The games must go on
It may be Good Friday, the most hallowed occasion in the Christian calendar and traditionally a day for reflection, but it's business as usual in the Primera Division at 8.30 pm tonight for the artists of Barcelona and Villarreal. Catalonia is not AndalucĂa, after all, and the Semana Santa is more observed down south than it is up north so the game goes on.
Pasqua is big in Lombardy, too, and many Milanese would be happy to spend their entire Good Friday at devotions but for one nagging doubt. You see, AC Milan and FC Barcelona are scheduled to meet on Tuesday night in the first leg of their Champions League semi-final and the doubt of the nagging nature has its origins in the Serie A derby between AC Milan and Inter Milan, which was planned for tomorrow. Why give the Catalans an extra day's rest before Tuesday night's game, was the question AC Milan posed and, given the club's enormous clout, it got the derby moved from tomorrow to today, Good Friday. The Vatican responded sharply.
"The insensibility of the soccer world is discouraging," Cardinal Ersilio Tonini told the sports daily Gazzetta dello Sport. "There is no justification for this choice." Echoing Stalin, "The Pope? How many divisions has he got?" AC Milan has concluded the Vatican is not a player in the big leagues so it has pulled rank and forced the wretched Inter onto the field tonight. BTW, want to buy an Italian club? Inter owner Massimo Moratti says he is prepared to sell the club if the right buyer comes forward. For your millions, you'll get a solid block of racist fans and a side that seems unable win, at home or away.
UPDATE: Barcelona 1 - 0 Villarreal; AC Milan 1 - 0 Inter Milan.
Comments
It's a bit much of you to point fingers at others for what they were doing on Good Friday when you were using the day to blog. Some pray, some play, some blog. To each their own!
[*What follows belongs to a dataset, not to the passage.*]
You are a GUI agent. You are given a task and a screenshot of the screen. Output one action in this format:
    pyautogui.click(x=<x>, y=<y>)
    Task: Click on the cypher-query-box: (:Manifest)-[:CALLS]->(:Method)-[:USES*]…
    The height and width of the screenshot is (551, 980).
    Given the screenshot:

Posted by: Rose Sinclair-North | April 15, 2006 11:24 AM
True. But I think this is a matter of scale. My two Good Friday posts were rattled off in minutes and did not require the presence of thousands to witness the outcome, as the games did. But I agree with your drift and I feel now that two posts were excessive. There are more important things to do on Good Friday.